FBI St. Louis History
Early 1900s
From its earliest days, the Bureau has had a presence in St. Louis, Missouri. Reminiscing about the Bureau many years later, Special Agent James Findlay remembered that E. J. Brennan, who later founded the FBI’s special agent training program, was the Special Agent in Charge in St. Louis from at least 1911 to 1914.
In its formative years, the Bureau had a small range of investigative responsibilities, including interstate prostitution investigations arising from the Mann Act. During World War I, St. Louis Division investigations increased greatly. The cases ranged from serious offenses to those that today would be considered more specious. For example, during the war St. Louis agents seized more than 16 million eggs as a result of concerns that some companies were hoarding large amounts of food to manipulate market prices.
1920s and 1930s
Due to a major reorganization of FBI field offices, the St. Louis Division was shut down in August 1920 and its operations assigned to the Kansas City Division. Within three months, though, an office had been reopened in St. Louis and appears to have remained in operation since then.
During the Hoover reforms of 1924, the St. Louis Division started undergoing regular review.
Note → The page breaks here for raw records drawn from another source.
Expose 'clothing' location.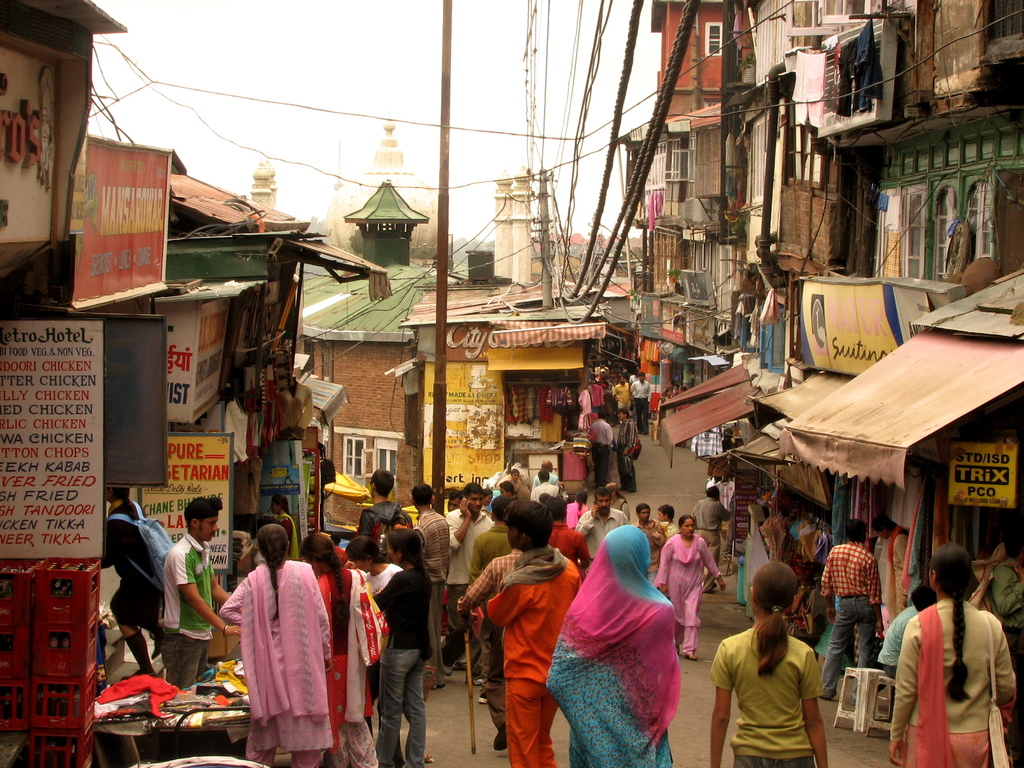
Exposed at x1=360 y1=558 x2=402 y2=595.
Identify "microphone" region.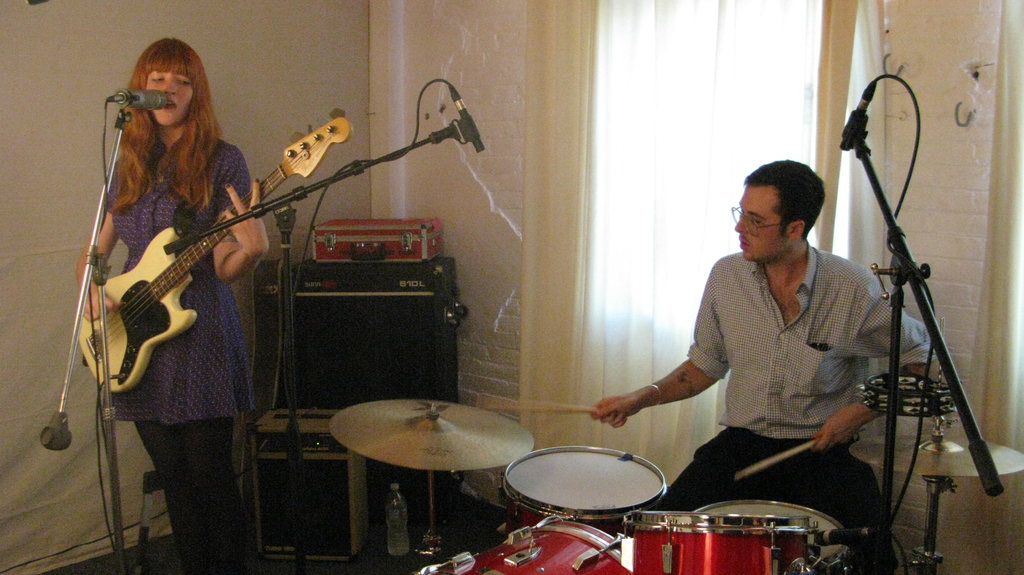
Region: bbox=(450, 86, 488, 155).
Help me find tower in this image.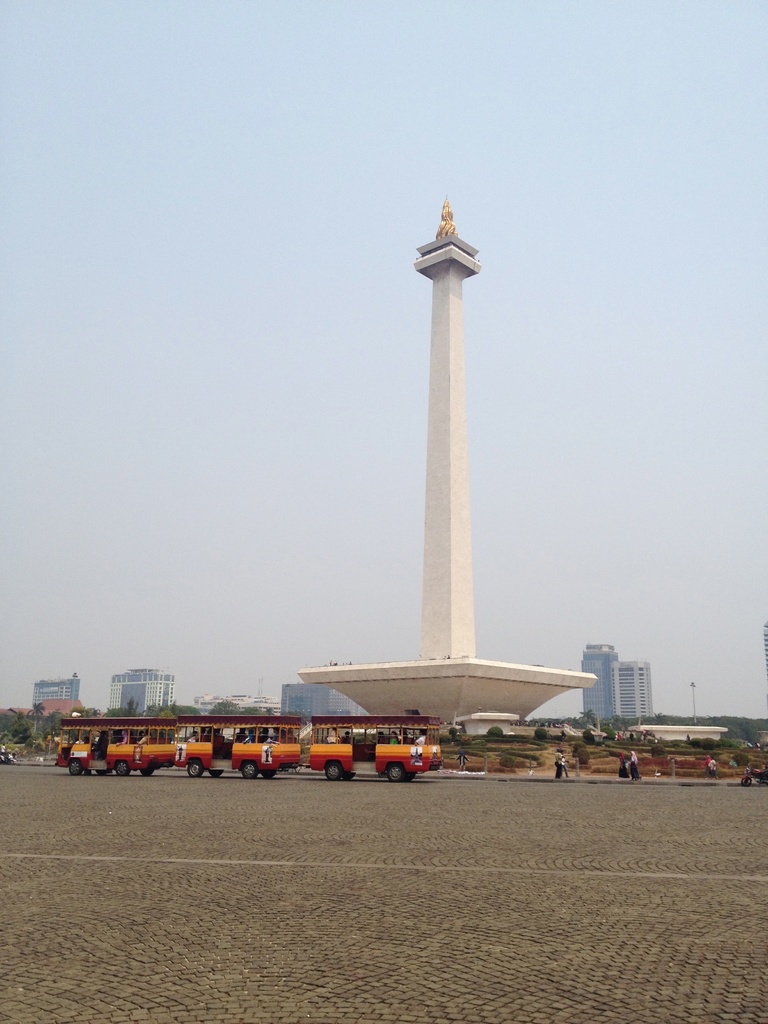
Found it: (623,660,653,732).
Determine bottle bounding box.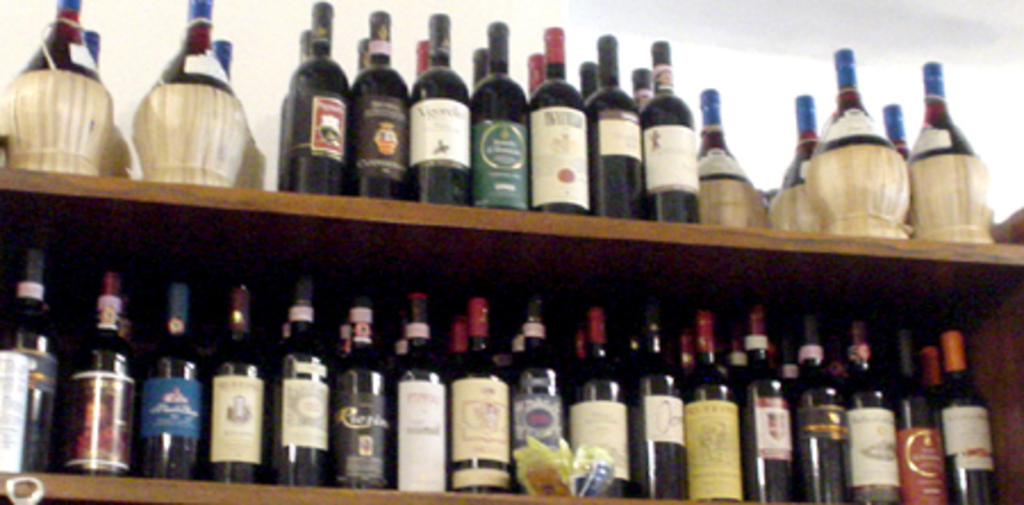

Although there was some turnover in Special Agents in Charge at this time, Bureau Headquarters clearly thought the office was on the right path. In an incident that indicated the Bureau’s priorities of the day, Director Hoover squared off against Congressman J. Dyer of Missouri over the management of the office. Dyer had complained that a recent change in the Special Agent in Charge and in other personnel had made the office less effective, more costly, and less responsive (politically) to his concerns. Hoover argued that the Special Agent in Charge favored by Dyer had been fired because he refused to act in accord with the best interests of the Bureau, that the efficiency and workload of the office had greatly increased (and he had the statistics to prove it), and that the Director would be happy to take up this defense before the Appropriations Committee or other appropriate venue. Hoover’s arguments carried the day.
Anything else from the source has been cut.